When i search roku for a movie made in 1969 and its $9.00 to rent or 15 to "buy" on their shitty platform......

Ahoy, matey

[–] [email protected] 19 points 1 year ago* (last edited 1 year ago)

I mean, if you can afford it you should support industries. I pirate a lot. Movies. Games. Music. Etc. Nothing wrong with that IMO, at this point piracy is the closest we can get to true ownership over anything because the entire industry has f*cked over consumer rights for assumed profit. But I still buy physical releases because I don't want content I enjoy to die and I like building a collection of good content. Blurays are great (although also DRM encumbered :/), nothing beats the smell of new manga, and at this point music streaming is just a far better experience than piracy (I use qobuz). If you're young or poor then do what you have to to enjoy yourself. If you're an adult with a great salary then don't be an entitled prick. If theirs ways to support content you enjoy you should. If such ways aren't provided like most Netflix originals not having blurays then f*ck Netflix release some blurays if you want my money.

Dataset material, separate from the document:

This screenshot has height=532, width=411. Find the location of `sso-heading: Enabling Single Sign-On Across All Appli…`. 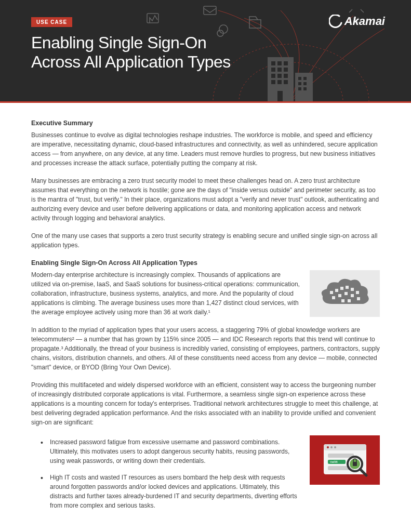

sso-heading: Enabling Single Sign-On Across All Appli… is located at coordinates (206, 263).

[–] [email protected] 19 points 1 year ago

There're a couple of huge downsides (for me personally) to streaming services that just grinds with me:

  • the quality is always worse than physical media, and
  • scrobbing (moving back and forwards in the video, with the arrow keys or by moving the playback head) is almost never instantaneous, it usually requires a couple of seconds while the video rebuffers

Perhaps physical media is better these days (than DVDs were) for scrobbing, but then you have the FBI piracy messages to deal with. I've never owned a BluRay player, perhaps they're better?

But I know that sailing the high seas gets me a high-quality video, and I can jump backwards ~5 seconds instantaneously when I've not heard a bit a of dialogue.